I have learned that Shared Memory computer architectures can be divided in Uniform Memory Access (UMA) and Non-uniform Memory Access (NUMA), depending on whether the access times to a given memory location are the same for all processors or not. I've also learned that NUMA architectures can be further divided into cache-coherent and non-cache-coherent, based on whether they have a mechanism for propagating (or invalidating) modified data from one processor's (or core's) cache to another's, leading to the term "ccNUMA". (Please correct me if I got anything wrong...)

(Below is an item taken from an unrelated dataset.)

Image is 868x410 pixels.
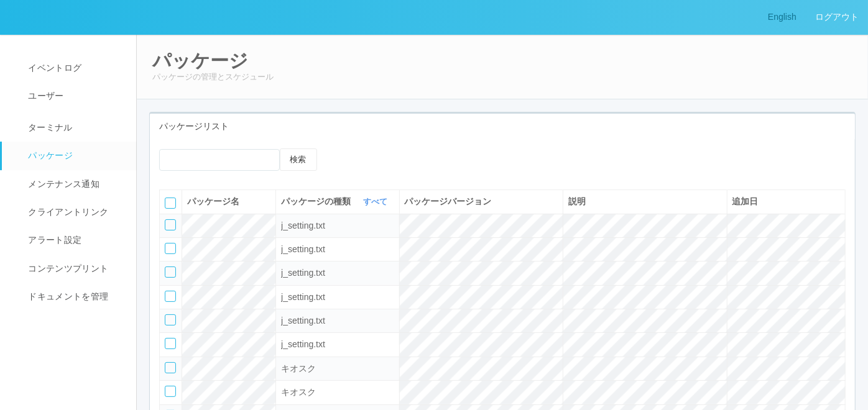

Based on this question, it is also my understanding that the term NUMA specifically refers to access times to main memory, not cache, so that even though most multiprocessor systems have necessarily distributed caches, these systems are still called UMA if they have uniform access to main memory.
What I don't understand is this: why is the concept of a "ccUMA" architecture rarely mentioned? For example, wikipedia only has a page for ccNUMA (which redirects to NUMA), not for ccUMA, and the page for Cache Coherence doesn't explicitly refer to either (except that it links to Distributed Shared Memory, which seems to be roughly equivalent to NUMA...) Also, a google search for ccUMA returns far less results than ccNUMA...
Does the cache coherency problem not apply on UMA architectures? It seems to me that it does, but why is it never mentioned then?